0 Followers
0 Following
6 Posts
  • Struggle to come to a conclusion on what to do with the EOL OS because of internal political factors and the reality of how enterprise works.
  • This is the involuntary choice. If you cannot choose from the first three, you end up implicitly choosing the fourth.

    I understand how it feels.
    The only way that will work is to somehow quit and rejoin as a much more highly paid consultant and enable them to upgrade EOL software in prod. I am actually considering this.
    There is something you need to know about collective wisdom; the larger the org is, the lower it gets. Yes the application works on Alma 8 and 9, but the management says ‘no’.

    Any large enterprise still running RHEL 5 in Prod (or even, yes, older RHEL versions) has fully accepted the risks

    It is more like ‘involuntarily end up riding the risks of using unsupported old software’. RHEL 7 and RHEL 5 are in the right order.

    RHEL sells an unrealistic expectation that you don’t need to worry about the OS for another 10 years, so the enterprise gets designed around it and becomes unable to handle an OS upgrade, ever.

    I am not. I worked hard to make our application support RHEL 8 and then RHEL 9. And then the politics takes over and the big wigs start an extended bickering over who should pay for the OS upgrade… which never happens. Sometimes hardware partners don’t support the upgrades, which means OS upgrades also end up requiring new hardware.

    I blame Redhat.

    …hope…
    Enterprise misery - Lemmy.World

    Lemmy

    There is no way legacy projects are going to switch to Deno. Even when Deno is 100% compatible, the only advantage Deno provides is slightly higher performance. Node’s complexity problem? All those configs needs to be supported for compatibility anyway. Typescript? The project already has tsconfig.json set up, so they might as well continue to use tsx. Security? I bet users will just get tired and use -A all the time.

    To benefit from Deno, Node’s legacy needs to be shed.

    Wine is a different case. The reason Wine makes sense is because Windows is so much worse than Linux that even with scrappy game compatibility, Linux offers a better experience. For Linux users, the alternative to Wine is not switching to Windows, it is not being able to play games. On the other hand, legacy Node projects have a very easy alternative… just continue to use Node.

    And btw Bun is making the same mistake.

    Can Bun Eat Node.js’s Lunch? Testing the Trendy Toolkit

    We tried migrating our trusty Lunch codebase from Node to Bun. Was the transition as smooth as advertised?

    Lab Zero
    Check if there’s any large file in /tmp and /run/user/*?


> _TASK PROMPT_: Every line from the one containing "is (1164, 574)." to the one containing "The image size is (1004, 479)." in the records below, both included, must be set down exactly, and no other line.

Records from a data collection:

= = = =

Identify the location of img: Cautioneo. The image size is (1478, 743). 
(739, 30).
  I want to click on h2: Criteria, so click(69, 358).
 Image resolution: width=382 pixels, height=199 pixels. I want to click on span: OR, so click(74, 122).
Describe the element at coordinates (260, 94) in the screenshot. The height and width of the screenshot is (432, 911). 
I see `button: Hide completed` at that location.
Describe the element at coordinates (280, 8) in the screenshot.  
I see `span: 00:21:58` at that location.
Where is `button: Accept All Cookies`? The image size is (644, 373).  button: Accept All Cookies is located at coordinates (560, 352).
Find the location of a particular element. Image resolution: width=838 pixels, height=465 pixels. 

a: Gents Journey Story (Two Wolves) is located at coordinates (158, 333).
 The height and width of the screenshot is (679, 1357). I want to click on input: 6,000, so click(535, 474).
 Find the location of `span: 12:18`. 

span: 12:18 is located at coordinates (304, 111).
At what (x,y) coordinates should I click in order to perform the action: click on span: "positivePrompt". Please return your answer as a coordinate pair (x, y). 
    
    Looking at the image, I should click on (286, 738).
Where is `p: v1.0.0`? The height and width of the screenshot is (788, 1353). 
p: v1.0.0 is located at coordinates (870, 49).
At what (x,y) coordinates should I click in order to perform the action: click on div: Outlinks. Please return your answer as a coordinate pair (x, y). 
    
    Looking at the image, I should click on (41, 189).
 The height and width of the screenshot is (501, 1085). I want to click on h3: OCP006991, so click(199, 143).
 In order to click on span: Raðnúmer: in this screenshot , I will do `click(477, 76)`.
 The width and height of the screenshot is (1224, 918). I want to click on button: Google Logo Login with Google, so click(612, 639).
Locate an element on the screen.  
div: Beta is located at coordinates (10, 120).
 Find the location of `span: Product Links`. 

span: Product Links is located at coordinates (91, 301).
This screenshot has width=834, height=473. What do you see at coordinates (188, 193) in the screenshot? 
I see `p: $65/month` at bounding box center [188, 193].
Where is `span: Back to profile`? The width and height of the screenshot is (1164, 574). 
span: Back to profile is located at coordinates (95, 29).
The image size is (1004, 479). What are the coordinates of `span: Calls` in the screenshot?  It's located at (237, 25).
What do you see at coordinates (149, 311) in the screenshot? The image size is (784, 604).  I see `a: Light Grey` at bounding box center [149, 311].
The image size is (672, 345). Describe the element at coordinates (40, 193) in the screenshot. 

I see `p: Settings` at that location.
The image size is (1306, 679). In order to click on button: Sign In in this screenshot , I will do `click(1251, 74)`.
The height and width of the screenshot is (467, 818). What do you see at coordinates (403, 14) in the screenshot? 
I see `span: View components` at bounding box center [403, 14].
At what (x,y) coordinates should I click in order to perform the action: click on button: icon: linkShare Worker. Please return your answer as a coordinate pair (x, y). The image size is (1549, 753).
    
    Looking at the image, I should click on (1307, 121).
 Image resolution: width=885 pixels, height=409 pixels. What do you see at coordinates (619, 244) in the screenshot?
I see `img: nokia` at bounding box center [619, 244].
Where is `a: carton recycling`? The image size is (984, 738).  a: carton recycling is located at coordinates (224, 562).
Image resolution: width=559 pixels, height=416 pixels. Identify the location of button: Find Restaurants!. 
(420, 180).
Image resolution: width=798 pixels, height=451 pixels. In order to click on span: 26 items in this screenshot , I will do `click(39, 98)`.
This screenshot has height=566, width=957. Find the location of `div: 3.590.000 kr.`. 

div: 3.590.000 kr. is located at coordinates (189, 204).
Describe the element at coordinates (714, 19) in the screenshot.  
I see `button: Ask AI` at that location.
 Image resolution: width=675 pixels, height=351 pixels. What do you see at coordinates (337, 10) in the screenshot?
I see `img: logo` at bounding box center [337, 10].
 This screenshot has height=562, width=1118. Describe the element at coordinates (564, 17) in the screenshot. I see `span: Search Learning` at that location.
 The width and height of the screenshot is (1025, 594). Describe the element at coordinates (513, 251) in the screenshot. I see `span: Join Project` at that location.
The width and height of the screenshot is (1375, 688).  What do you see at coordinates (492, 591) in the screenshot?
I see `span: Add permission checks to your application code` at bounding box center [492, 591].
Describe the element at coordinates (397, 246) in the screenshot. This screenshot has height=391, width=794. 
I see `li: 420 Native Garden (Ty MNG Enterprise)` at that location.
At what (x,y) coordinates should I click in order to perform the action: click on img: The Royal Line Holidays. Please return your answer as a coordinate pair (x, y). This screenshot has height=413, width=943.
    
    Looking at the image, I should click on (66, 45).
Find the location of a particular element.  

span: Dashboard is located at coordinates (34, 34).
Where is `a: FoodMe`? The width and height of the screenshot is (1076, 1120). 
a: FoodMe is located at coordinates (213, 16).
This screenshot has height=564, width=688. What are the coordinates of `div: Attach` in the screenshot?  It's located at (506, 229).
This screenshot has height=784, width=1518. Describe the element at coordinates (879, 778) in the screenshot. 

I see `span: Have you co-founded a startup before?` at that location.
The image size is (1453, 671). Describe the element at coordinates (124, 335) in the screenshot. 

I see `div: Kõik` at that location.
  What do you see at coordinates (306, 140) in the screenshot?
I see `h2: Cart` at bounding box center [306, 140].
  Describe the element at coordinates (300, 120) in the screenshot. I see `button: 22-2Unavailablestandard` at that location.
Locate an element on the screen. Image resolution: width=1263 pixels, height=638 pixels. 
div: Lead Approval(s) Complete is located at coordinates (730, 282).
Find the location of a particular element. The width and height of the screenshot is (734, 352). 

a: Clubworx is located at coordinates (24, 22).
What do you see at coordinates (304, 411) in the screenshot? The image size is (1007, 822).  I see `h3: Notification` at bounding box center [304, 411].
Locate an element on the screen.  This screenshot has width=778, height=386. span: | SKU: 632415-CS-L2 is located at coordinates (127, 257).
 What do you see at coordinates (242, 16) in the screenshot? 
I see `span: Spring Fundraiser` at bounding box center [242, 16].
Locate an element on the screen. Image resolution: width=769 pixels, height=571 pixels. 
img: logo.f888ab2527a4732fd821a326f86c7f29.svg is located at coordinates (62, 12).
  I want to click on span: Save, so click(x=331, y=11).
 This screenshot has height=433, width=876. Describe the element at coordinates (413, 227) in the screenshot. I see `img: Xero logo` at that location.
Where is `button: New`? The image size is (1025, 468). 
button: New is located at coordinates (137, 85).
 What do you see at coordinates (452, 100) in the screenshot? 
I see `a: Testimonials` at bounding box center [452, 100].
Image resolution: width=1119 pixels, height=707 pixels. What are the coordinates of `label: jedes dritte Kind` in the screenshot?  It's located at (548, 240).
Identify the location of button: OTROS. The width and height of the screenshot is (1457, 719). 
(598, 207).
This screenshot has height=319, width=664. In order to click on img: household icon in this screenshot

= = = =

> _YOUR RESPONSE_:
Where is `span: Back to profile`? The width and height of the screenshot is (1164, 574). 
span: Back to profile is located at coordinates (95, 29).
The image size is (1004, 479). What are the coordinates of `span: Calls` in the screenshot?  It's located at (237, 25).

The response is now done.